* Add API endpoints for getting scrape pool names
This adds api/v1/scrape_pools endpoint that returns the list of *names* of all the scrape pools configured.
Having it allows to find out what scrape pools are defined without having to list and parse all targets.
The second change is adding scrapePool query parameter support in api/v1/targets endpoint, that allows to
filter returned targets by only finding ones for passed scrape pool name.
Both changes allow to query for a specific scrape pool data, rather than getting all the targets for all possible scrape pools.
The problem with api/v1/targets endpoint is that it returns huge amount of data if you configure a lot of scrape pools.
Signed-off-by: Łukasz Mierzwa <l.mierzwa@gmail.com>
* Add a scrape pool selector on /targets page
Current targets page lists all possible targets. This works great if you only have a few scrape pools configured,
but for systems with a lot of scrape pools and targets this slow things down a lot.
Not only does the /targets page load very slowly in such case (waiting for huge API response) but it also take
a long time to render, due to huge number of elements.
This change adds a dropdown selector so it's possible to select only intersting scrape pool to view.
There's also scrapePool query param that will open selected pool automatically.
Signed-off-by: Łukasz Mierzwa <l.mierzwa@gmail.com>
Signed-off-by: Łukasz Mierzwa <l.mierzwa@gmail.com>
* Add /api/v1/format_query API endpoint for formatting queries
This uses the formatting functionality introduced in
https://github.com/prometheus/prometheus/pull/10544.
I've chosen "query" instead of "expr" in both the endpoint and parameter
names to stay consistent with the existing API endpoints. Otherwise, I
would have preferred to use the term "expr".
Signed-off-by: Julius Volz <julius.volz@gmail.com>
* Add docs for /api/v1/format_query endpoint
Signed-off-by: Julius Volz <julius.volz@gmail.com>
* Add note that formatting expressions removes comments
Signed-off-by: Julius Volz <julius.volz@gmail.com>
- For now this is relatively simplistic, but at least acknowledges some
of the basics, and points out some parts that might not be obvious at first.
Relates to #7192
Signed-off-by: Harold Dost <h.dost@criteo.com>
This follow a simple function-based approach to access the count and
sum fields of a native Histogram. It might be more elegant to
implement “accessors” via the dot operator, as considered in the
brainstorming doc [1]. However, that would require the introduction of
a whole new concept in PromQL. For the PoC, we should be fine with the
function-based approch. Even the obvious inefficiencies (rate'ing a
whole histogram twice when we only want to rate each the count and the
sum once) could be optimized behind the scenes.
Note that the function-based approach elegantly solves the problem of
detecting counter resets in the sum of observations in the case of
negative observations. (Since the whole native Histogram is rate'd,
the counter reset is detected for the Histogram as a whole.)
We will decide later if an “accessor” approach is really needed. It
would change the example expression for average duration in
functions.md from
histogram_sum(rate(http_request_duration_seconds[10m]))
/
histogram_count(rate(http_request_duration_seconds[10m]))
to
rate(http_request_duration_seconds.sum[10m])
/
rate(http_request_duration_seconds.count[10m])
[1]: https://docs.google.com/document/d/1ch6ru8GKg03N02jRjYriurt-CZqUVY09evPg6yKTA1s/edit
Signed-off-by: beorn7 <beorn@grafana.com>
Since Prometheus documentation is versioned, do not write down that a
specific function was added in Prom 2.0, for consistency.
Signed-off-by: Julien Pivotto <roidelapluie@o11y.eu>
* Provide a callout about the vector matching keywords and the group
modifiers.
Relates prometheus/docs#2106
Signed-off-by: Harold Dost <h.dost@criteo.com>
Split out the note about regex-matching into a separate paragraph to
make it more obvious. Move it up, closer to the definition.
Signed-off-by: SuperQ <superq@gmail.com>
This follows the line of argument that the invariant of not looking
ahead of the query time was merely emerging behavior and not a
documented stable feature. Any query that looks ahead of the query
time was simply invalid before the introduction of the negative offset
and the @ modifier.
Signed-off-by: beorn7 <beorn@grafana.com>
Since `/api/v1/write` is a mutating endpoint, we should still activate
the remote-write-receiver explicitly. But we should do it in the same
way as the other mutating endpoints, i.e. via a flag
`--web.enable-remote-write-receiver`.
This commit marks the feature flag as deprecated, i.e. it still works
but logs a warning on startup. This enables users to seamlessly
migrate. With the next minor release, we can start ignoring the
feature flag (but still warn a user that is trying to use it).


## What you should do
Could you print the lines below exactly, from the one holding "Get the bounding box for person." through the last line, with no other output?

## Dataset records
========
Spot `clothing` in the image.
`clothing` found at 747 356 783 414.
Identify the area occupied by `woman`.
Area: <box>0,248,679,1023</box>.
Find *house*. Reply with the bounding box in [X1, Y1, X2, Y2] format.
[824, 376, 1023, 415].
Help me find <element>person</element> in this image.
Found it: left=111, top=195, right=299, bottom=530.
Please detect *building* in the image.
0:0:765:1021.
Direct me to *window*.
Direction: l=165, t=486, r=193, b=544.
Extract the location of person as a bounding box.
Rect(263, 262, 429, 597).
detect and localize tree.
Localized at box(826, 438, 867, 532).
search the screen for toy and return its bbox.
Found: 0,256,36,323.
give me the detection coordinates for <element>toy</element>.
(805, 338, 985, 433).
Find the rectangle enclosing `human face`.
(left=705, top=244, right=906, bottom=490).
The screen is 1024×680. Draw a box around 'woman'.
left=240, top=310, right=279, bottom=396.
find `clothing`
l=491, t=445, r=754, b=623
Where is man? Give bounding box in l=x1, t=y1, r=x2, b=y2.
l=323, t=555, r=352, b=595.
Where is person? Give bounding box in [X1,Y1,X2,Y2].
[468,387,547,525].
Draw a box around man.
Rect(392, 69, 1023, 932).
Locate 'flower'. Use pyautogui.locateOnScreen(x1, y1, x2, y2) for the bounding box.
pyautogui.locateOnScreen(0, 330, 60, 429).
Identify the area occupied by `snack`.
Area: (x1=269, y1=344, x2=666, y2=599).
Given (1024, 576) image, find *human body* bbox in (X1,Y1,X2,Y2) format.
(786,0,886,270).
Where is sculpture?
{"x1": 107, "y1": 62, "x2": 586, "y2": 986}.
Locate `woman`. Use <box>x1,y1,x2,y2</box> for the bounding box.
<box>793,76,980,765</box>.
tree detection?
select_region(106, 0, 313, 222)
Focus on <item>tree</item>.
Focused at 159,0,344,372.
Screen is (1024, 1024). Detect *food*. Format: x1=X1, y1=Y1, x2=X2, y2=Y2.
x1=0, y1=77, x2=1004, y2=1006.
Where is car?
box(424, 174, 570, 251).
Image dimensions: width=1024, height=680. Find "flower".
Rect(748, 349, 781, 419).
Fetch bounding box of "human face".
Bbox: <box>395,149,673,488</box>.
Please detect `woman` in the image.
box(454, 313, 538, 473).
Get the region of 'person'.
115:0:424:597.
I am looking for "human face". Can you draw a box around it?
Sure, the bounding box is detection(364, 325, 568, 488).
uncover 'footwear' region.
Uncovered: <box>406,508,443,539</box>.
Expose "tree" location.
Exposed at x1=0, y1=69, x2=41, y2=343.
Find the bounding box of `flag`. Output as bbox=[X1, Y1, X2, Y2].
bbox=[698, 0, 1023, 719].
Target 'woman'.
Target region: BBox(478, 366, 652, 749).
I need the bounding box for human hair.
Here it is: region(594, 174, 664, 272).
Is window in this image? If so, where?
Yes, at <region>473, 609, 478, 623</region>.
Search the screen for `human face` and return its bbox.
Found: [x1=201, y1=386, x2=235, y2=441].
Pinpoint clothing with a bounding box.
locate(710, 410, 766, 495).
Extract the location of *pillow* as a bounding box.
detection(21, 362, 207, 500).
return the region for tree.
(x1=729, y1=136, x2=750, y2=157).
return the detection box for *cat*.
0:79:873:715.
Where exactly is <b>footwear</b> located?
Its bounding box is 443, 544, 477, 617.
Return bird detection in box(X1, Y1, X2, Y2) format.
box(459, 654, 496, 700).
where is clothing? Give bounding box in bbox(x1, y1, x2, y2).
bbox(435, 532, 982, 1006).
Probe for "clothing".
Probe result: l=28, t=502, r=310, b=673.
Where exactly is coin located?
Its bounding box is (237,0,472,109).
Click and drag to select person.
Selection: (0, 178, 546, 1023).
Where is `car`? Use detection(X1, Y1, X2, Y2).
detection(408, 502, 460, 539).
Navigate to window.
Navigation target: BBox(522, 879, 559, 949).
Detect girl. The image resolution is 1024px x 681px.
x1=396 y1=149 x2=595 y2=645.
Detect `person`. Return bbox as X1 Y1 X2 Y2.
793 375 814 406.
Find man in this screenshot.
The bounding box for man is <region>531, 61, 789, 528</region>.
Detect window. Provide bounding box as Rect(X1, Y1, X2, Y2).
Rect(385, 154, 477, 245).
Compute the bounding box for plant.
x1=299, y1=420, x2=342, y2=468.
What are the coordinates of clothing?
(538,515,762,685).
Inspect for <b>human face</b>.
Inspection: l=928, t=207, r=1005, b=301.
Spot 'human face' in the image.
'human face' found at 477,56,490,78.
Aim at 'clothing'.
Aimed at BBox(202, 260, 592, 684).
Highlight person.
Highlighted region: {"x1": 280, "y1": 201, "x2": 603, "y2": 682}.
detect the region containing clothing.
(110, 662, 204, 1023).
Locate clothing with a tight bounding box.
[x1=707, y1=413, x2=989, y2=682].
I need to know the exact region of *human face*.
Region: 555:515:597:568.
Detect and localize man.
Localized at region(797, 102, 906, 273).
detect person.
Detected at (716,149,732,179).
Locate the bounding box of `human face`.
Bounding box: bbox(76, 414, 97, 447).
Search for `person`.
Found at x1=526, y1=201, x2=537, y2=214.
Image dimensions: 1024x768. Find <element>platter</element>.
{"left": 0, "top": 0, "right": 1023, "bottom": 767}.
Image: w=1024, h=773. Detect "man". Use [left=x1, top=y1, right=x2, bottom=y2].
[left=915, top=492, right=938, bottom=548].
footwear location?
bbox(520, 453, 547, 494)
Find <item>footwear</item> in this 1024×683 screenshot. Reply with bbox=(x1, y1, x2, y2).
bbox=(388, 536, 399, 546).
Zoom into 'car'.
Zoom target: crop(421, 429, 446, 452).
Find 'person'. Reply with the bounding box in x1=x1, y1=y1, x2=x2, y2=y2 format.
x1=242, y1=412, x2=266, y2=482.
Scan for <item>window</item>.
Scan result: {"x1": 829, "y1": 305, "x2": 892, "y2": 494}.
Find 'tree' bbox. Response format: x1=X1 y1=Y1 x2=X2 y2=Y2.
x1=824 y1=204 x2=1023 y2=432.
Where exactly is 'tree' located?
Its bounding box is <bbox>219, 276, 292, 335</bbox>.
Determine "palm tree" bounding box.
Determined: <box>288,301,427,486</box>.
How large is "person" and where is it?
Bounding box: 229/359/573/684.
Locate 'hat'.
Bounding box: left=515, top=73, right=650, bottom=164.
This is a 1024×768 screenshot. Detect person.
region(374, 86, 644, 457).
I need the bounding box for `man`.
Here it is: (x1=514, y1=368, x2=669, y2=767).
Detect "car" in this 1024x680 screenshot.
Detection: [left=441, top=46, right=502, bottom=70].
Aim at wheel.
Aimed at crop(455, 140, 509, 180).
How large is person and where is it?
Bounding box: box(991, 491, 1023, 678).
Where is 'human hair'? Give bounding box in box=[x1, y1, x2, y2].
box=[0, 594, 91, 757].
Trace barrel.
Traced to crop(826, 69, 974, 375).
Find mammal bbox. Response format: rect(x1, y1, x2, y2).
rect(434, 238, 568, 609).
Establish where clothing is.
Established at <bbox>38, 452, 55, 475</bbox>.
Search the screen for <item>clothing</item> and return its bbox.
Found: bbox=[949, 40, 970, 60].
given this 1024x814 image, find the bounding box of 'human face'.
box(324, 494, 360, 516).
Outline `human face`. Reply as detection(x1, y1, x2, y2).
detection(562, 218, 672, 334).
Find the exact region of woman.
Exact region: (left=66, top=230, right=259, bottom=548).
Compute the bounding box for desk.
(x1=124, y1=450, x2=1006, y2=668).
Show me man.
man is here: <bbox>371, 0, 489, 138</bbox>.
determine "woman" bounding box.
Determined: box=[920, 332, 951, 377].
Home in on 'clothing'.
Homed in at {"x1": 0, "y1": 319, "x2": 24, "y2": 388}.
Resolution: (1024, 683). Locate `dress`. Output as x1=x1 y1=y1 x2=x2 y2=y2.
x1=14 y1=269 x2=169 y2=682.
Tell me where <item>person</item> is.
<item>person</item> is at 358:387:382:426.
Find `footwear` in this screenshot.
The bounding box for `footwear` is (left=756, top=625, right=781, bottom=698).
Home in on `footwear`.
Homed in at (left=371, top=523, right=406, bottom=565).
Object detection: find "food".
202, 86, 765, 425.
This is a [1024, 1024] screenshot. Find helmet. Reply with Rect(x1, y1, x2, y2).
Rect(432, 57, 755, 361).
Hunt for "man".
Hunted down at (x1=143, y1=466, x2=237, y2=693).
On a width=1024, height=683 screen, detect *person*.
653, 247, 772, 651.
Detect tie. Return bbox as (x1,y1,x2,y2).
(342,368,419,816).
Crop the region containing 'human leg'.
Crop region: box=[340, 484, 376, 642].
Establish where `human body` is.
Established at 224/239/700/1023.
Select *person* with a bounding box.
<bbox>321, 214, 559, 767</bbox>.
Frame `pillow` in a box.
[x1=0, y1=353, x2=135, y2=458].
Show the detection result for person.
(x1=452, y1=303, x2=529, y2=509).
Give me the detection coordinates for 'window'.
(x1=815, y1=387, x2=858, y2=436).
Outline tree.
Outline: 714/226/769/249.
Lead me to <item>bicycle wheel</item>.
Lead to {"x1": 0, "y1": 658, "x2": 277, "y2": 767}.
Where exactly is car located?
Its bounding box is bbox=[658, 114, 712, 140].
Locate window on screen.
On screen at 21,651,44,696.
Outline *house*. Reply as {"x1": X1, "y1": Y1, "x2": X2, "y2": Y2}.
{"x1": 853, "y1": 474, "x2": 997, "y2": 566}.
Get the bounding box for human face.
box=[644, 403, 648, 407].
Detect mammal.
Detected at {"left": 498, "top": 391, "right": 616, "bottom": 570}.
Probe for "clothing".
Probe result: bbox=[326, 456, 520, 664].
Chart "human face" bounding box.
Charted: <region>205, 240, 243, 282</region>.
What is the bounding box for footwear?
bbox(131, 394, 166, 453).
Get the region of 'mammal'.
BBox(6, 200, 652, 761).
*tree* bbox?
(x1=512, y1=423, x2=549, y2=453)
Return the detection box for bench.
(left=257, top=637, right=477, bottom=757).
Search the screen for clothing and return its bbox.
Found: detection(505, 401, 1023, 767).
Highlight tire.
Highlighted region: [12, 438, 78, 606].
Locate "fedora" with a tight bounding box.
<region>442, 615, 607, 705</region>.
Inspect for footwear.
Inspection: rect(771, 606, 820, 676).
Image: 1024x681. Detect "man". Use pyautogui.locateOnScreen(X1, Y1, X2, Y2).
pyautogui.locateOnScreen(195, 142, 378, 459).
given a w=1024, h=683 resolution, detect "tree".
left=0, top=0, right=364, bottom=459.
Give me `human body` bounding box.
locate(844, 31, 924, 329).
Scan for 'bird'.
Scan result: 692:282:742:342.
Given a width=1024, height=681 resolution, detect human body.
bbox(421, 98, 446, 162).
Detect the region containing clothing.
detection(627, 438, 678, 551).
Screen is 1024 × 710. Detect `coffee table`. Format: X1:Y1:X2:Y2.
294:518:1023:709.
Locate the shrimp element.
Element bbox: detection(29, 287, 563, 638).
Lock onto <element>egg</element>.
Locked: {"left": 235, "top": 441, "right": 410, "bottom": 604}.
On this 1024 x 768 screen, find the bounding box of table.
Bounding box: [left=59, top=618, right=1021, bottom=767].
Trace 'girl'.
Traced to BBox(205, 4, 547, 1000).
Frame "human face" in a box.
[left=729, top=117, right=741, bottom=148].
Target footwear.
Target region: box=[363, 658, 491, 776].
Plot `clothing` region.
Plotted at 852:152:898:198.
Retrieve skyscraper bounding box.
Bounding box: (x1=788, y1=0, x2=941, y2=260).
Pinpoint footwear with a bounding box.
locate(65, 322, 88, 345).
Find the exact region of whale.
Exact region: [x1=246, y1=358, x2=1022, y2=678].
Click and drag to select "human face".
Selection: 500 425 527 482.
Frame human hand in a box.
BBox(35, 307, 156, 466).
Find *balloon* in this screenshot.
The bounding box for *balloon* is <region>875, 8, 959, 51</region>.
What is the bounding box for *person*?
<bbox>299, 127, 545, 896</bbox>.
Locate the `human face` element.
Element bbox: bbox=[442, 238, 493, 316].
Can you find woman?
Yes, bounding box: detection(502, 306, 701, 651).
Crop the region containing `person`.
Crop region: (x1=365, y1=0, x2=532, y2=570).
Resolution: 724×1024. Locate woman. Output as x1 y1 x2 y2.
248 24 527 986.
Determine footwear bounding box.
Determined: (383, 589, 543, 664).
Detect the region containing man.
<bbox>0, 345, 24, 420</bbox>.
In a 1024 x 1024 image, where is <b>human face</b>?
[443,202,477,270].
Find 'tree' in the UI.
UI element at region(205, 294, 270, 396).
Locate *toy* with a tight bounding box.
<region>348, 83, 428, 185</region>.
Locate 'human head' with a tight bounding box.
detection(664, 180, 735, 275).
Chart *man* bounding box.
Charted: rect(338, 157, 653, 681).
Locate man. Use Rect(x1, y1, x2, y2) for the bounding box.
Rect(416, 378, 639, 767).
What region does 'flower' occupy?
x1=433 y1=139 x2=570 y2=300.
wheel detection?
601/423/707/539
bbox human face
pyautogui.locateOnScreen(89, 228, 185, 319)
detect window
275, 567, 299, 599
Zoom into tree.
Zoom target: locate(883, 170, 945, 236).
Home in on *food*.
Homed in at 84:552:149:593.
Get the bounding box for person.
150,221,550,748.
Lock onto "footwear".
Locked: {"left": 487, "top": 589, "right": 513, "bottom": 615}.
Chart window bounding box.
========
## Solution for this problem
Get the bounding box for person.
150,221,550,748.
Lock onto "footwear".
Locked: {"left": 487, "top": 589, "right": 513, "bottom": 615}.
Chart window bounding box.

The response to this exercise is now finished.